As you have found, UpWork will not protect you if that gets in the way of their collecting money. Even more, you will see that even if you leave a bad review, it will "disappear" before long. 

Reject shoddy work, keep complaining (most likely UpWork will continue ignoring you) and also shop around. UpWork is not the only player.

Pablo, Dissapointing is an understatement and yes, once my current job is done i'm shifting. They seem to be liking the hourly pay, as that is the only way they can earn by protecting their pool of untrustworthy freelancers while exploiting the clients.

gilbert-phyllis
Community Member

The contract did not magically change from fixed-price to hourly. As the client, you would have to send an offer for an hourly contract. If you did that without making sure you understood the terms, then you left yourself vulnerable to an incompetent and/or dishonest freelancer. On an hourly contract you pay for the FL's time regardless of the quality of their output. The only way the FL gets paid over the client's objection on an hourly contract is if he used the desktop time tracker exactly as directed including activity memos. You have five business days to evaluate the work product and the screenshots recorded by the tracker. If he was working on your project the whole time and tracking properly, then yes, he gets paid. If there are discrepancies in the tracked hours, though, you can dispute time segments. And if he logged hours manually, then you can simply refuse to pay. So if anybody has an advantage here, it's the client. But you have to use the system as it's meant to be used. 

 

80af4597
Community Member

How is the client supposed "to use the system as it's meant to be used" for the freelancer to give quality job? When clearly, the freelancer spent time rewriting a section already in the article instead of proofreading and editing the exisiting one? 

 

Well, I would rather pay high rates at Guru. It was better there. 

 

 

 

I have hired over 150 freelancers on Upwork.

 

I certainly don't expect Upwork to protect me.

I know how to use the client-side tools to manage projects and freelancers.

 

There is never a need for a client to ask Customer Support with that. As clients, we have all the tools we need at our fingertips. Including unlimited freedom to fire freelancers at any time.

 

Why aren't you using that freedom?

If you don't love the work that a freelancer is doing for you, then fire the freelancer. Assign the work to other people.

You are clearly out of touch here. I have equally hired before hence your argument is uncalled for.

 

Just to save you, The project was paused less than 2 hrs in due to poor performance but upwork went ahead to deduct the monies less than 10 hrs later. Stop going around trolling clients with genuine concerns. 

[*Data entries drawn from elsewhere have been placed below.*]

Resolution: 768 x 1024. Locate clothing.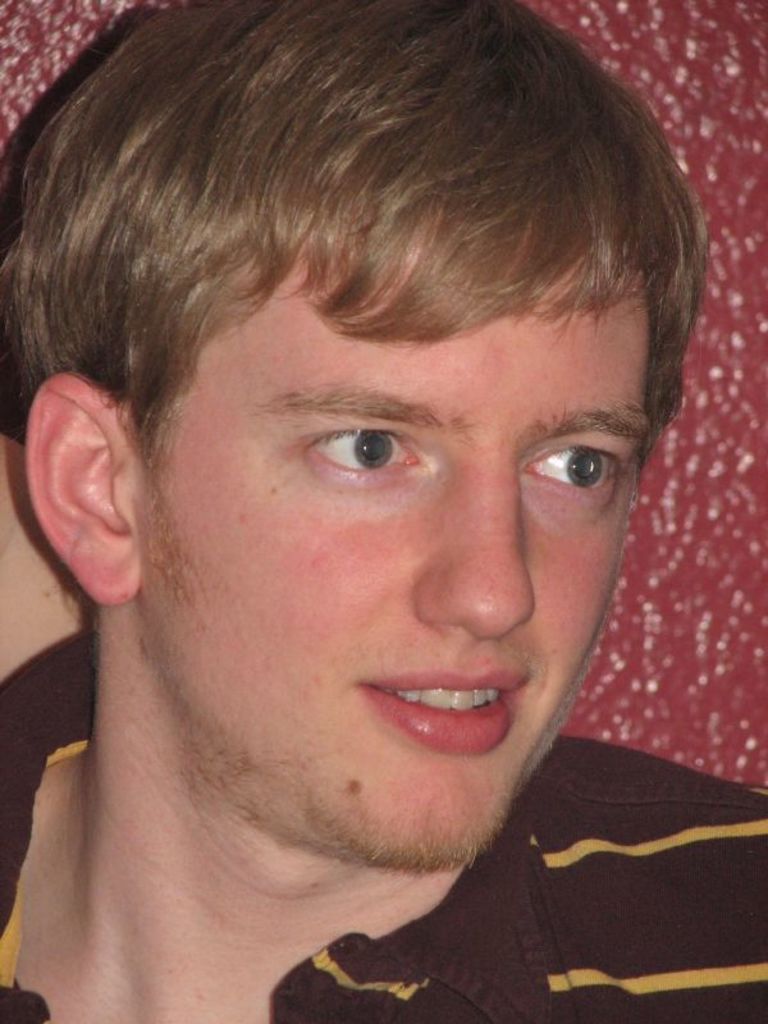
rect(0, 625, 767, 1019).
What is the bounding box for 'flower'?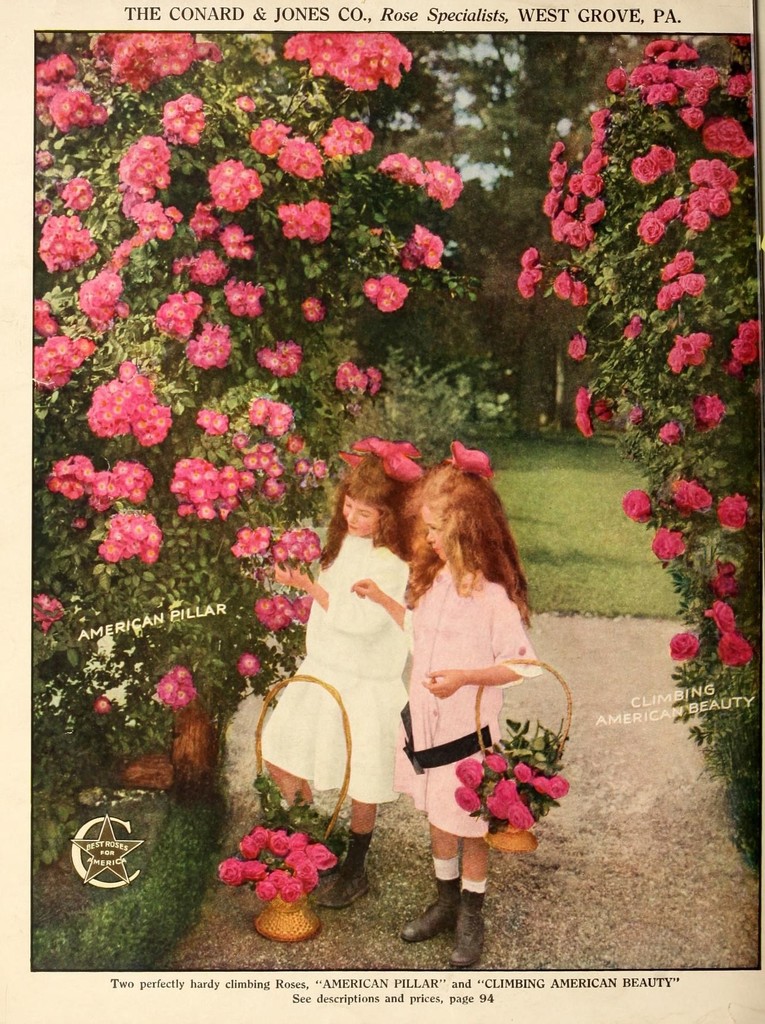
box(714, 605, 748, 670).
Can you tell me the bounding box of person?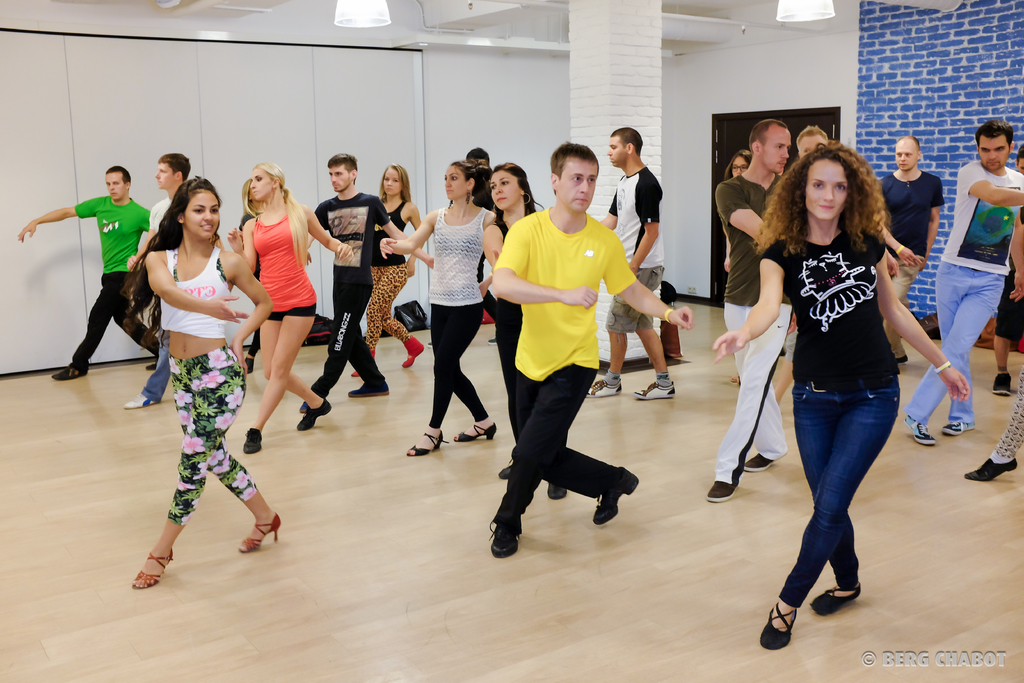
[592, 126, 690, 402].
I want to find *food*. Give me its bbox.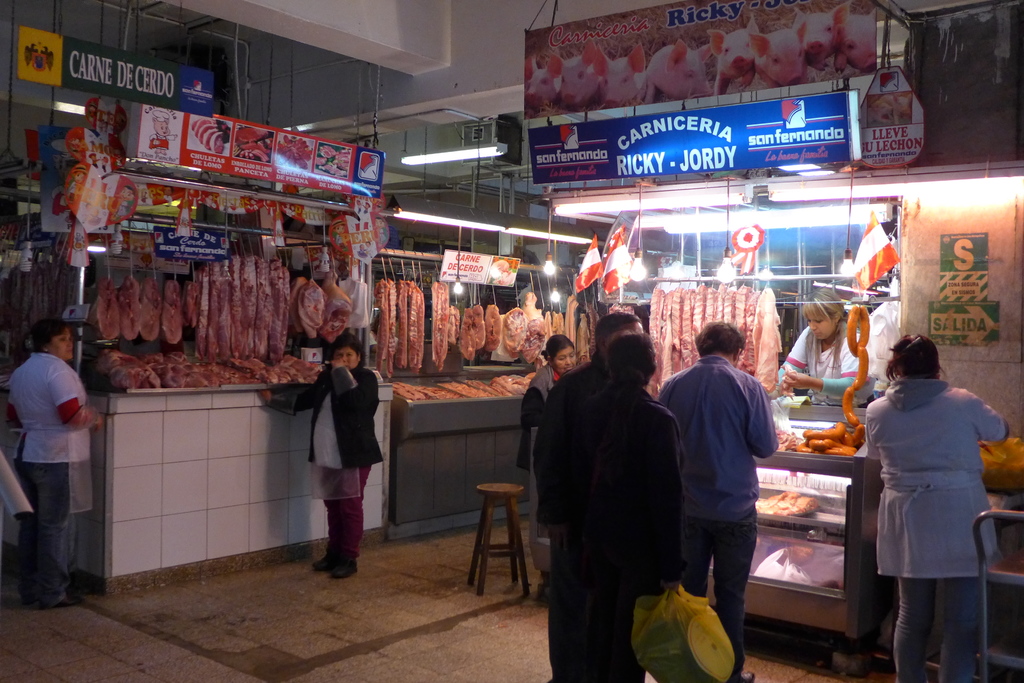
[x1=140, y1=280, x2=165, y2=343].
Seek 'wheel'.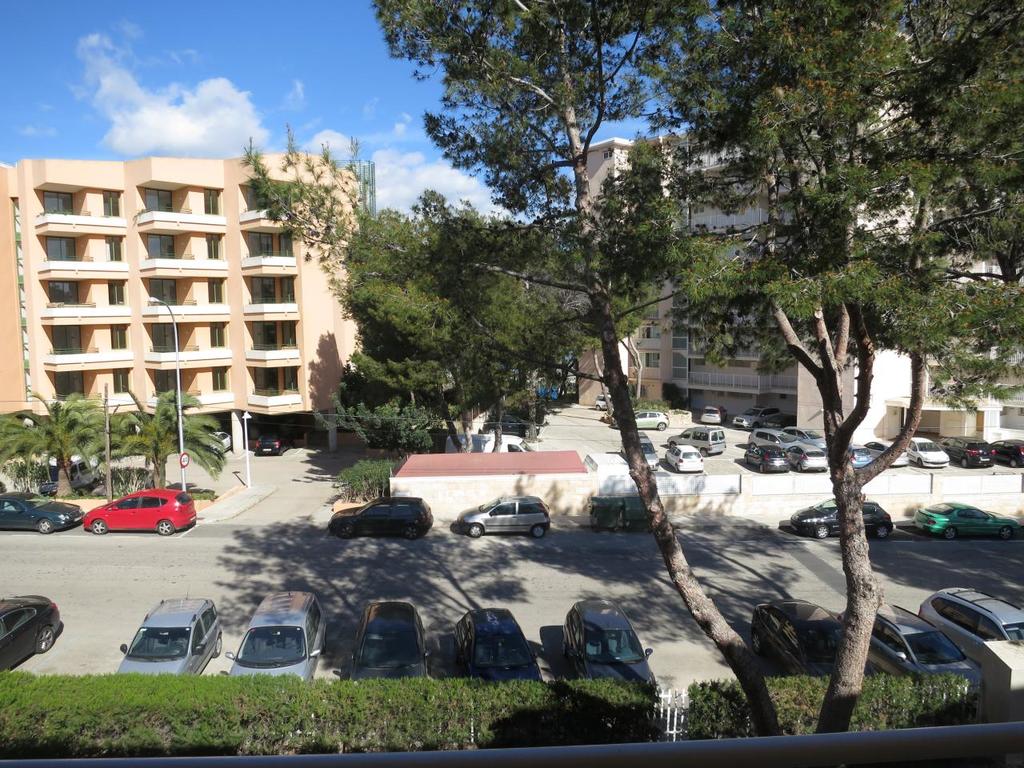
876/526/892/538.
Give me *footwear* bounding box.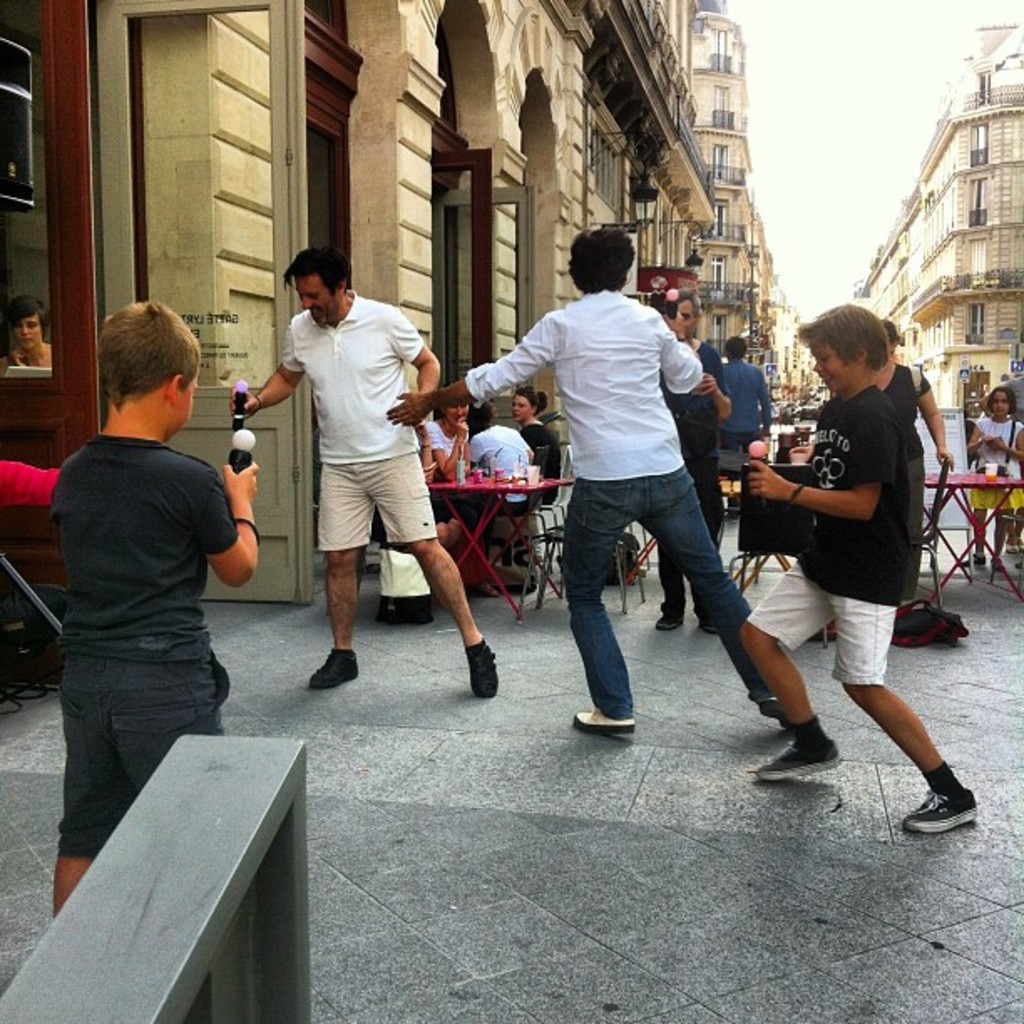
x1=310, y1=646, x2=358, y2=693.
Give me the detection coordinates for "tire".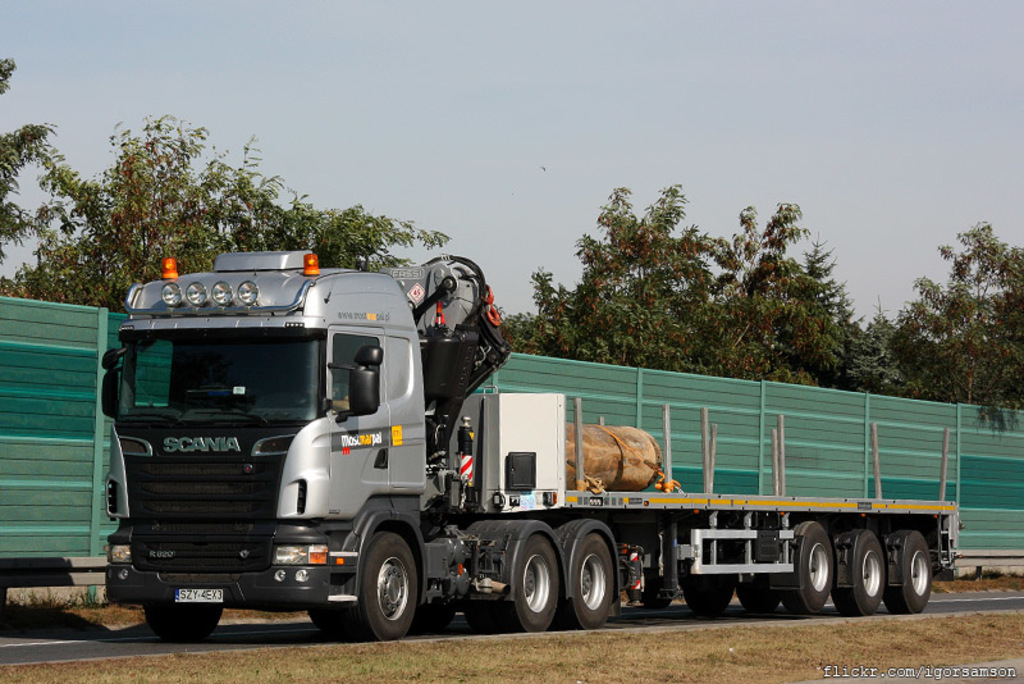
[left=466, top=529, right=566, bottom=635].
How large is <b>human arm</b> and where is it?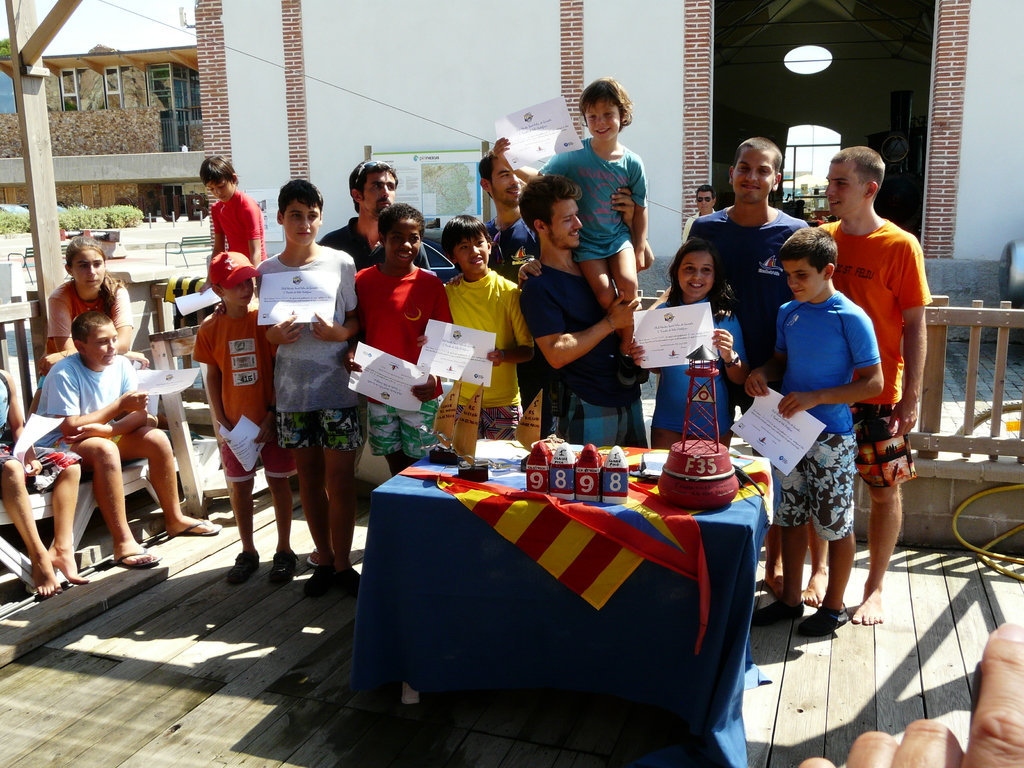
Bounding box: (x1=625, y1=299, x2=668, y2=369).
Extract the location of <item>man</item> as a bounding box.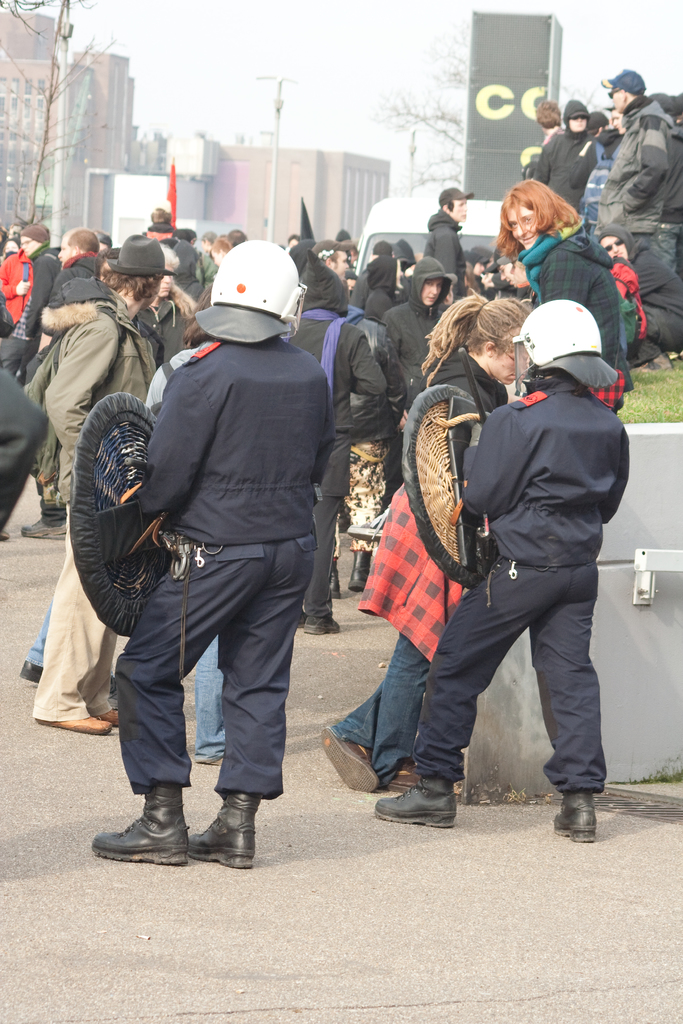
select_region(0, 364, 49, 538).
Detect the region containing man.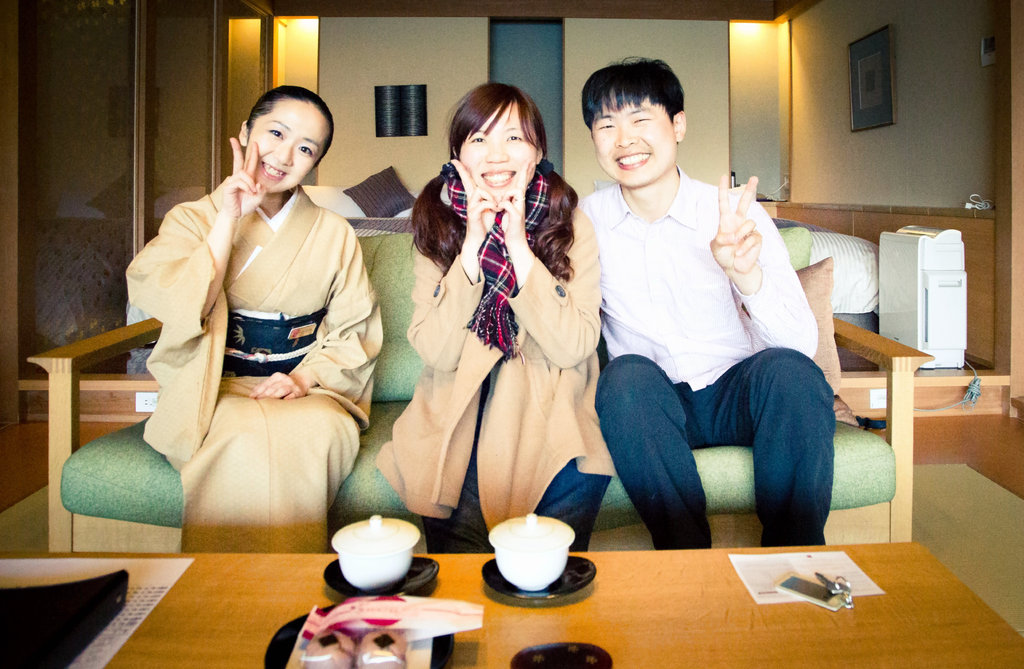
bbox(573, 54, 838, 546).
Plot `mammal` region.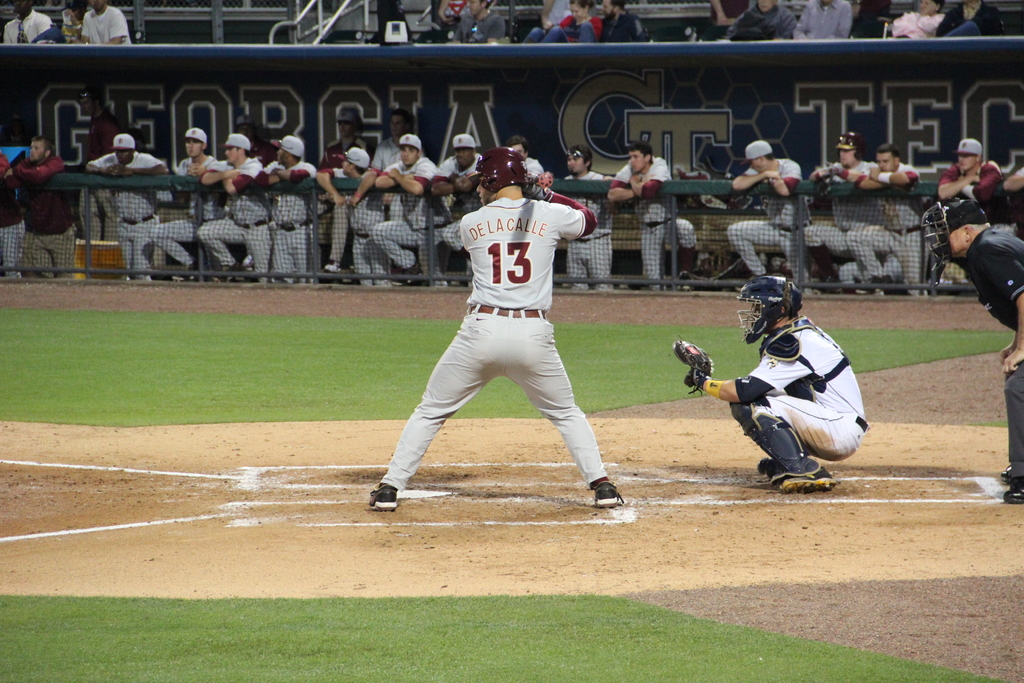
Plotted at locate(730, 139, 799, 279).
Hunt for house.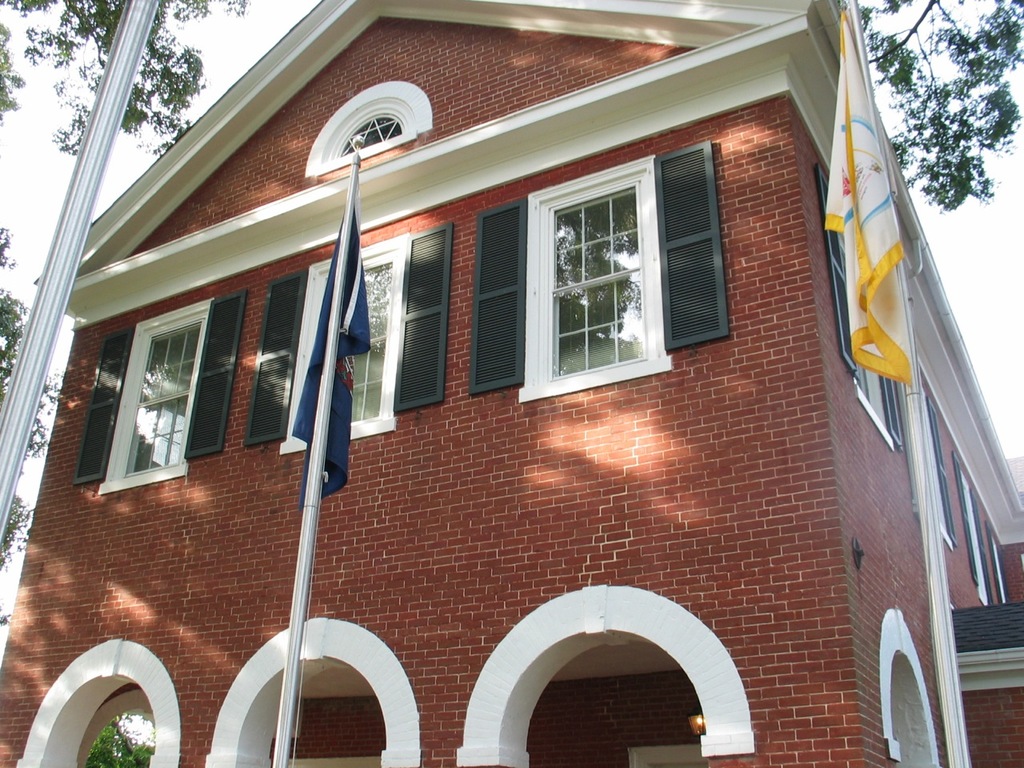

re: "Stop going around trolling clients with genuine concerns. "

 

I don't understand what you mean.

 

These clients DO have legitimate concerns, and some of what you are saying makes it seem like you don't take their concerns seriously.

 

One of the biggest problems I see clients cause for themselves is that they show more concern for freelancers than their own projects. A lot of the problems we see would be solved if clients put their projects first and stopped thinking that they "owe" underperforming freelancers some sort of extraordinary patience or attention.